NSW Rules as Code Showcase (11 April 2019):
- Video: https://vimeo.com/329720314
- Slides: https://www.slideshare.net/TimdeSousa/rules-as-code-showcase-11-april-2019/1
- NSW OpenFisca rules source code: https://github.com/Openfisca-NSW
- NSW Rules Explorer: http://nsw-rules-dev.herokuapp.com/
Australia: CSIRO/Data61 is developing a logic system to turn human-readable text into machine-readable code.
Australia: The Australasian Legal Information Institute (Austlii) has built a rule-base legal inferencing platform called DataLex. They have used this platform to build a proof-of-concept chatbot that interprets s44 of Australia’s Constitution and can answer questions on whether a person is eligible to stand for Parliament. In October 2020, they also used the DataLex platform to build a tool to interpret the NSW Community Gaming Regulation.

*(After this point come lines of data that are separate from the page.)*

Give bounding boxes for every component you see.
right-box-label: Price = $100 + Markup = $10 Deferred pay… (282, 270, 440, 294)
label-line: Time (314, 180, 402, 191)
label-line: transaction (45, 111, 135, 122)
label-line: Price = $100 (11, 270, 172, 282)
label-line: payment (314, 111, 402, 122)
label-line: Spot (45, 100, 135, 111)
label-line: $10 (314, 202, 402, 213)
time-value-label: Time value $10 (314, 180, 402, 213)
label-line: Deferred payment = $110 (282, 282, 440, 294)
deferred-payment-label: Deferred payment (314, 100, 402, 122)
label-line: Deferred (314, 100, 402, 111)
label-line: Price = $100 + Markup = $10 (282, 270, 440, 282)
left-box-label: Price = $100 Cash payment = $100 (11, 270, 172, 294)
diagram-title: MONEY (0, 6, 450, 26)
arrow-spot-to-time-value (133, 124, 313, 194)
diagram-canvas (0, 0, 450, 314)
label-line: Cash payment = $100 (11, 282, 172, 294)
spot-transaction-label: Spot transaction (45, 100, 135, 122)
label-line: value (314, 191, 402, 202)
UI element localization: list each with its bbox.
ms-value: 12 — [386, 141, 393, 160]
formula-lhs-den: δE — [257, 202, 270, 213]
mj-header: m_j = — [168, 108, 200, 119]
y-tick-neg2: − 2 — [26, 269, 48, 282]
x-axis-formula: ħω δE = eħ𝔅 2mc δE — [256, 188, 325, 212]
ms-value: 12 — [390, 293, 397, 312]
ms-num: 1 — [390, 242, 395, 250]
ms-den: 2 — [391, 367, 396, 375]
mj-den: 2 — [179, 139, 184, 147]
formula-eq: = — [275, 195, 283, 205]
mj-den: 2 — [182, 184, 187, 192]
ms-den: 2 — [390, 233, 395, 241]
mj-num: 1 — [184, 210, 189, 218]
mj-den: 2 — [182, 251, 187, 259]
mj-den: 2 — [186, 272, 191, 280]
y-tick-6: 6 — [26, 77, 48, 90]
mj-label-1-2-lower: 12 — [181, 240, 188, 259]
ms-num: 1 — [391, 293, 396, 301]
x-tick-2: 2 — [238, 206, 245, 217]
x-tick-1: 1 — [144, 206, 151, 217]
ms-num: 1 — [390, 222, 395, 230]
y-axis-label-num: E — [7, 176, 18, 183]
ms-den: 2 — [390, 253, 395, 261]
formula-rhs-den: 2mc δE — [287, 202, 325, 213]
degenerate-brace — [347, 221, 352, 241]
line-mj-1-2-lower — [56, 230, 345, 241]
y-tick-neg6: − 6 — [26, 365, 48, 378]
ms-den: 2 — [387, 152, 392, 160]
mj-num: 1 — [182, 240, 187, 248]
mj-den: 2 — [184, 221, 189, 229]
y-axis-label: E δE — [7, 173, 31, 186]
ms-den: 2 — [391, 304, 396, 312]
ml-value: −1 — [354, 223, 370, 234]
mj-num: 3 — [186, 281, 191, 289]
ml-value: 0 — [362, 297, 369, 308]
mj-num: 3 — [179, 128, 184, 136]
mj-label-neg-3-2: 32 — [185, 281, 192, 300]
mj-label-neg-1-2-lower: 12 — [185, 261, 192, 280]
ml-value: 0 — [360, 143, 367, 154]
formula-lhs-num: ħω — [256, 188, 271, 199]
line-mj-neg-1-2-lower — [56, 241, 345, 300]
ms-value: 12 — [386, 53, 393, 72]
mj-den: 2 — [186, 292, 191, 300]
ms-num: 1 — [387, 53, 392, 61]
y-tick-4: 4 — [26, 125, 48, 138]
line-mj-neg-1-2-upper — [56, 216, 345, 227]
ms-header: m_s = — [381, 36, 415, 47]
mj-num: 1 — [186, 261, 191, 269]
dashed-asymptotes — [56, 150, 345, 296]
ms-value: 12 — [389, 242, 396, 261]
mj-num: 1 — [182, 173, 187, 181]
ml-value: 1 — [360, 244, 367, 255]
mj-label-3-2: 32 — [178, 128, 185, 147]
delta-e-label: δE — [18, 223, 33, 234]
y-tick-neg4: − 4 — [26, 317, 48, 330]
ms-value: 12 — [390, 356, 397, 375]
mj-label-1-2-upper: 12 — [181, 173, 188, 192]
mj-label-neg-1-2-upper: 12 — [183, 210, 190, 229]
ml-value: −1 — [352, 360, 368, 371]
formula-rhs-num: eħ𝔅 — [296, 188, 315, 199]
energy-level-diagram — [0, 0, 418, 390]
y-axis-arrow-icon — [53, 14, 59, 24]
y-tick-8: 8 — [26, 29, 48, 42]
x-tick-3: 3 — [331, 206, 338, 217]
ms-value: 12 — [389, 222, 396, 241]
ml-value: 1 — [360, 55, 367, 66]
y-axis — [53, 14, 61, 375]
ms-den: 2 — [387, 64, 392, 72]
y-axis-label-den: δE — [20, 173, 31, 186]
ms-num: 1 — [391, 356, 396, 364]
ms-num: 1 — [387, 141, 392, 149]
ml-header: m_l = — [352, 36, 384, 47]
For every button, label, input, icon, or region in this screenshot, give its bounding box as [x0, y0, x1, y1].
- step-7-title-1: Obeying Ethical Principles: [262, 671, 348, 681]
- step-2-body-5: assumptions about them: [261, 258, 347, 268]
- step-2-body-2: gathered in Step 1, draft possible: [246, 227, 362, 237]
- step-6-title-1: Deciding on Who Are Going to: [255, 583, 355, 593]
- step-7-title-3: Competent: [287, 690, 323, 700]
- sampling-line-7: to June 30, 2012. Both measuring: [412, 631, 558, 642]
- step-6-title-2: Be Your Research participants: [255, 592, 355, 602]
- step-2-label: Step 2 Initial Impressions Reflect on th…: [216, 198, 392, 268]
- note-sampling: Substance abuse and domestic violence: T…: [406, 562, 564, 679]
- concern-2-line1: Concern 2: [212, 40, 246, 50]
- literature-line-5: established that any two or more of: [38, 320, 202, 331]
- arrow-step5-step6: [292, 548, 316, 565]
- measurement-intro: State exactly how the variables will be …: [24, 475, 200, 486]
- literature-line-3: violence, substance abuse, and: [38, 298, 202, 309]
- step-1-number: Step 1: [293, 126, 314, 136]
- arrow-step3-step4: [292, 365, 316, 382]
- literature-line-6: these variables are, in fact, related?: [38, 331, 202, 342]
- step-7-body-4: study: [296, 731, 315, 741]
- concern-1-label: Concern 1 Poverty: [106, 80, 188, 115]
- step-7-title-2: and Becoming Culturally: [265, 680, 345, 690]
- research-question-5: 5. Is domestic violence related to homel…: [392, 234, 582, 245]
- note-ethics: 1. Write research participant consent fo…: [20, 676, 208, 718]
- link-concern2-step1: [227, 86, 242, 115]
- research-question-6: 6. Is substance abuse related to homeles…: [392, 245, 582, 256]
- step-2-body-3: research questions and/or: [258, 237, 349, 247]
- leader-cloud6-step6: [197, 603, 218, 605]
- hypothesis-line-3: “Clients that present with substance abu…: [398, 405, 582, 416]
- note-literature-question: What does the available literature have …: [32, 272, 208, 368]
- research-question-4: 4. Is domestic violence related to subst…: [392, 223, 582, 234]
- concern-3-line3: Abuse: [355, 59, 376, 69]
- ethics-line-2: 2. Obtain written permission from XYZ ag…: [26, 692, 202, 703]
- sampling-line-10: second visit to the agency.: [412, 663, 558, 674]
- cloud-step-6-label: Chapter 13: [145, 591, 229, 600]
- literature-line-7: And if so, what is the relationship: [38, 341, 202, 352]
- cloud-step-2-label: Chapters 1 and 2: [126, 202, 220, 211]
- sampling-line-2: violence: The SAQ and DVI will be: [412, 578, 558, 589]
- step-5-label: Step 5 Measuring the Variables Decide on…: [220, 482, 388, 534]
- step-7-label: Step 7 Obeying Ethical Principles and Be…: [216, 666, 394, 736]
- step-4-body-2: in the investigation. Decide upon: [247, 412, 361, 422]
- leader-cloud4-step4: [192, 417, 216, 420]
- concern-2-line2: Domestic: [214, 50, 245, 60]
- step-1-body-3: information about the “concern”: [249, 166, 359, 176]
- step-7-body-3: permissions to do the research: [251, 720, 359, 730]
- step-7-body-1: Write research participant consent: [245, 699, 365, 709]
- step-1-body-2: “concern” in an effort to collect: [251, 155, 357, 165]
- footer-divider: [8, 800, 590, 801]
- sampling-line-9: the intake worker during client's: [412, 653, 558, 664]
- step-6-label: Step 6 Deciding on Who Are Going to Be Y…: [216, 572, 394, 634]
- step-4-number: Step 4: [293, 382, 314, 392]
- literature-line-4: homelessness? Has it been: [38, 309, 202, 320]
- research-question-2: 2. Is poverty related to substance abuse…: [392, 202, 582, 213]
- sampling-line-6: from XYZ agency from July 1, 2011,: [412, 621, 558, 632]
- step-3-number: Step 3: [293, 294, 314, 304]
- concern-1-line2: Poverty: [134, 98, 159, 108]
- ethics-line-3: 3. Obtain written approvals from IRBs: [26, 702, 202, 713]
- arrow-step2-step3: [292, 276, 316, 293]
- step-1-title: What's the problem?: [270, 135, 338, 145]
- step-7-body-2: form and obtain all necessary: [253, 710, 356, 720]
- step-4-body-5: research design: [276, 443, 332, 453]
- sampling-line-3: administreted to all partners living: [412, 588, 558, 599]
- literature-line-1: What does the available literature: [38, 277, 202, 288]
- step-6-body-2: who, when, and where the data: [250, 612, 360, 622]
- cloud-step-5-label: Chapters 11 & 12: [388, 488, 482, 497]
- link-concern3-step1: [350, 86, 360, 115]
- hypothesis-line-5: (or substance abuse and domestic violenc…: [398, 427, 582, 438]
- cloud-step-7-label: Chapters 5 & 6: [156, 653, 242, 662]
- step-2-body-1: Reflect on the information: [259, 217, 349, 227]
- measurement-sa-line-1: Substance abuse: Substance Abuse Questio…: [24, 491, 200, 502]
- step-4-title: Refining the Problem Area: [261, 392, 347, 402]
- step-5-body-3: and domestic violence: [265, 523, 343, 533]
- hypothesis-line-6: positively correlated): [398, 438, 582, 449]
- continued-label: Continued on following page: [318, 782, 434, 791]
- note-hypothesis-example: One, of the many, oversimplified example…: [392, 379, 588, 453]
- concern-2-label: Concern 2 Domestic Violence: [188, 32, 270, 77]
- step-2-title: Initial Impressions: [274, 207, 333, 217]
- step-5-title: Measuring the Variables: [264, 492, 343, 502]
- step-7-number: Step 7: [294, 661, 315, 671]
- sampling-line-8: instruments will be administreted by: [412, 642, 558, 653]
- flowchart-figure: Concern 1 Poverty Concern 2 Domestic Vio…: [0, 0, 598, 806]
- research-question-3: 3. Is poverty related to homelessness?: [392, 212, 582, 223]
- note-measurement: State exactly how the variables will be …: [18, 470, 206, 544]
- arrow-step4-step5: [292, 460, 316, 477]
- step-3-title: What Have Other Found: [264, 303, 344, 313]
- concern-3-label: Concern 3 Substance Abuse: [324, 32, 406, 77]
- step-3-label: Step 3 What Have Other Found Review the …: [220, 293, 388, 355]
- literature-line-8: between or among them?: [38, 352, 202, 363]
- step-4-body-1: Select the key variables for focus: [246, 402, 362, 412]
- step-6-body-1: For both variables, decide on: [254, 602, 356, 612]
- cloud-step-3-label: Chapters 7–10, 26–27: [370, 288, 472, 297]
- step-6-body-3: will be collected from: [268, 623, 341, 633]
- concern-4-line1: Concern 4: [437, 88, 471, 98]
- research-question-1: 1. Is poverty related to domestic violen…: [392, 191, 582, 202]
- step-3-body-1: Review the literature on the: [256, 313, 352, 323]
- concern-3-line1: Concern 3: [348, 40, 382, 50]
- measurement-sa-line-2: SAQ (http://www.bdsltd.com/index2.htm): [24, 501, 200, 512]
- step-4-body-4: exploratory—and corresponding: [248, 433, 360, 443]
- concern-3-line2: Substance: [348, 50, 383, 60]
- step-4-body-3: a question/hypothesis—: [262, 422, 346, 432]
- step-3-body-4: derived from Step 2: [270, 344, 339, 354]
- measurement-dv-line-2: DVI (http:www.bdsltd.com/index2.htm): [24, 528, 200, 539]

New Zealand: SmartStart – This website provides information about government and other services that new parents need when they have a baby, from the point of conception to 6 months after birth. Amongst other things, it combines the eligibility rules for 18 financial benefits for new parents. It is powered by a rules engine, built on OpenFisca. Users can submit anonymised demographic information, and the site returns information about which rebates the subject is eligible for.
Denmark: Denmark has developed 7 principles for digital-ready legislation that forms part of their legislative drafting process.
USA: The US District of Columbia makes its legislation available in XML format and publicly available for software developers to use and comment on.